No, Dry Risers are dry pipes in buildings for the fire brigade to connect their hoses to.
 
Oh, that makes sense now! Fire hydrant is a term I've only associated with the US. I've been seeing "dry riser" signs, and these little yellow plaques with the H on them, all my life and not really wondered what they were for!

That's a very relevant point.

Fire suppression equipment is a significant part of any new, large building design. But from the building owner's perspective, it's rarely used and therefore something that should remain as unobtrusive as possible in favor of the building's day-to-day purpose. You don't necessarily want your high-end hotel to have prominent red piping along the ceilings, for example. Those requirements are naturally in tension with the need to for fire fighters to be able to quickly locate and operate the equipment when they arrive.
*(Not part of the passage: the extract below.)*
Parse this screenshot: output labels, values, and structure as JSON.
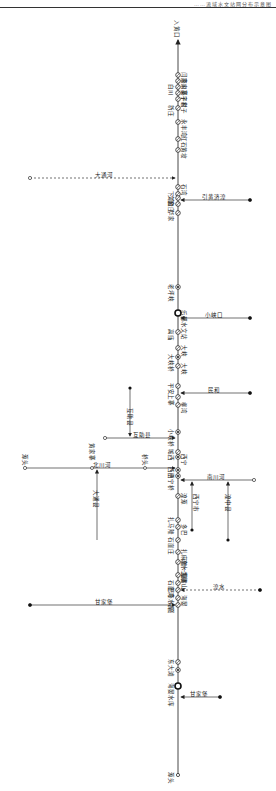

Also, in the case of a false alarm on a wet riser system, you want your facilities people to have quick access to the riser valving to shut the water off and prevent damage. (Ask me how I know this.)

When we look at incidents like the Luton fire, the placement and marking of riser systems is a prominent part of the exercise, as well as the fire fighter training and information. Raising questions like whether riser intakes were hidden by landscaping, or in an inaccessible part of the building site, or were not sufficiently redundant become part of recommendations for building codes and fire fighter training.